#️⃣ Hash Generator
Compute MD5, SHA-1, SHA-256, SHA-384, and SHA-512 hashes from text or files instantly. All processing happens locally — your data never leaves your browser.
FAQ
What is a cryptographic hash?
A cryptographic hash function converts any input (text, file, etc.) into a fixed-size string called a digest. The same input always produces the same hash. Even a single character change produces a completely different hash. Hashes are one-way — you cannot recover the original data from the hash alone.
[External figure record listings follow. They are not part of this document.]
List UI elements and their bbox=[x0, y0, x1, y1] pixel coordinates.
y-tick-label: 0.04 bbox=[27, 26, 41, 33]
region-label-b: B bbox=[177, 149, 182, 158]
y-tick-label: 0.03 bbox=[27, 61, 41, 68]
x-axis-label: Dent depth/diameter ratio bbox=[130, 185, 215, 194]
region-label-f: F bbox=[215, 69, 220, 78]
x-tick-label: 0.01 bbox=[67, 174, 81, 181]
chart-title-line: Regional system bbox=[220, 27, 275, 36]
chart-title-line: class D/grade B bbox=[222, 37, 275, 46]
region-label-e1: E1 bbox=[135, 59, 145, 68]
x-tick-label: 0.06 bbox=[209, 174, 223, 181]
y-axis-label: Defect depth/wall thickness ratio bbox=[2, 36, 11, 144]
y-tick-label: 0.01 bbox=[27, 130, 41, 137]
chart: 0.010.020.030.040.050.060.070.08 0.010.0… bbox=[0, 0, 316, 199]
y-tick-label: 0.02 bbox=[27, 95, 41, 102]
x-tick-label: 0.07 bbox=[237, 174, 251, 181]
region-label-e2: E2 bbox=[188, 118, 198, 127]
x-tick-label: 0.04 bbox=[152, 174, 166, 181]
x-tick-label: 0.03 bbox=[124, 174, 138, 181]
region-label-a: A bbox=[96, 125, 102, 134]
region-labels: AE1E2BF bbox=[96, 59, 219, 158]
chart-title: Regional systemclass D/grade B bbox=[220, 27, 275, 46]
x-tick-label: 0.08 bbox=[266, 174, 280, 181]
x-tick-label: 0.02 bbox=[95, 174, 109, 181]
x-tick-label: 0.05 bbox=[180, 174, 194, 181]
Which algorithm should I use?
For security-sensitive use cases (checksums, signing, certificates), use SHA-256 or SHA-512. SHA-1 is deprecated for security use. MD5 is broken for security but still used for non-adversarial checksums. For password hashing, use a dedicated algorithm like bcrypt or Argon2 — not a raw hash.
Is MD5 safe to use?
MD5 is cryptographically broken — collisions (two different inputs with the same hash) can be deliberately crafted. Do not use MD5 for passwords, digital signatures, or certificate fingerprints. It is still useful for simple, non-security file integrity checks.
Is my data sent to a server?
No. SHA-family hashes use the browser's built-in Web Crypto API (crypto.subtle.digest()). MD5 is computed with a pure JavaScript implementation. Nothing leaves your device.
What is SHA-256 used for?
SHA-256 is used for file integrity verification (checksums), digital signatures (code signing, TLS certificates), Bitcoin proof-of-work, and HMAC tokens. It produces a 256-bit (64 hex character) output.